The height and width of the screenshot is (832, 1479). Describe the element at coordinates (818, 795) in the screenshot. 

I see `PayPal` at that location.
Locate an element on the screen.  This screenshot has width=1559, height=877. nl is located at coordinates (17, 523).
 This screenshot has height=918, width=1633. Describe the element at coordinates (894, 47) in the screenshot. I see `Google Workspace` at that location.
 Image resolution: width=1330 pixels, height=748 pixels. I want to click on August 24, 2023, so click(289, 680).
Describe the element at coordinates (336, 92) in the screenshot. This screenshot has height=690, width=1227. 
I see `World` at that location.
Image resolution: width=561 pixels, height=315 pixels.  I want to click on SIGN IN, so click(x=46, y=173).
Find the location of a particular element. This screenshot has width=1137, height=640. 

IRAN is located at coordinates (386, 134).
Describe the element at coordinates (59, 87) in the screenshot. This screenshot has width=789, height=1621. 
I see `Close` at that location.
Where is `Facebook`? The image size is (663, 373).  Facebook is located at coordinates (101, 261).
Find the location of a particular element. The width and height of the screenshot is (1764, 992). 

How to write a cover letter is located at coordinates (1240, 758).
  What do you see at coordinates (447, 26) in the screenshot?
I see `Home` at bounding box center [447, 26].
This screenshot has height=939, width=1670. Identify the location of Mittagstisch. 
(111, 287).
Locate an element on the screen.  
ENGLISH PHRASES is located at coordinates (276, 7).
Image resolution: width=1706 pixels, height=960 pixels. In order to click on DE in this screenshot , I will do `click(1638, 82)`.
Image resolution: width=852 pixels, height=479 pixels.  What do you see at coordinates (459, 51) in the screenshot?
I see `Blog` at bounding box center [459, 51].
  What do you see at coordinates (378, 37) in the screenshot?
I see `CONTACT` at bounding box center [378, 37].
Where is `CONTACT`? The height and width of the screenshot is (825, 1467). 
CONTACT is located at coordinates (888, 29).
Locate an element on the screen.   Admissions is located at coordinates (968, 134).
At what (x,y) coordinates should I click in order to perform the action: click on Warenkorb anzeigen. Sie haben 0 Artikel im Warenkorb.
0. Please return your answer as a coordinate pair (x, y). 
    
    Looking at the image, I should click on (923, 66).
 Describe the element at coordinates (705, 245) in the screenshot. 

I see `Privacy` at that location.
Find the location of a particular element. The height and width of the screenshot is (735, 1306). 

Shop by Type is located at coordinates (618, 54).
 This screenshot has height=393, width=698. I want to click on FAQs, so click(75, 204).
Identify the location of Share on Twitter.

——

◆ Description of the task
With the line that contains "is (825, 1467)." as the first and the final line of the data as the last, repeat every line in that span exactly.

◆ Task answer
Where is `CONTACT`? The height and width of the screenshot is (825, 1467). 
CONTACT is located at coordinates (888, 29).
Locate an element on the screen.   Admissions is located at coordinates (968, 134).
At what (x,y) coordinates should I click in order to perform the action: click on Warenkorb anzeigen. Sie haben 0 Artikel im Warenkorb.
0. Please return your answer as a coordinate pair (x, y). 
    
    Looking at the image, I should click on (923, 66).
 Describe the element at coordinates (705, 245) in the screenshot. 

I see `Privacy` at that location.
Find the location of a particular element. The height and width of the screenshot is (735, 1306). 

Shop by Type is located at coordinates (618, 54).
 This screenshot has height=393, width=698. I want to click on FAQs, so click(75, 204).
Identify the location of Share on Twitter.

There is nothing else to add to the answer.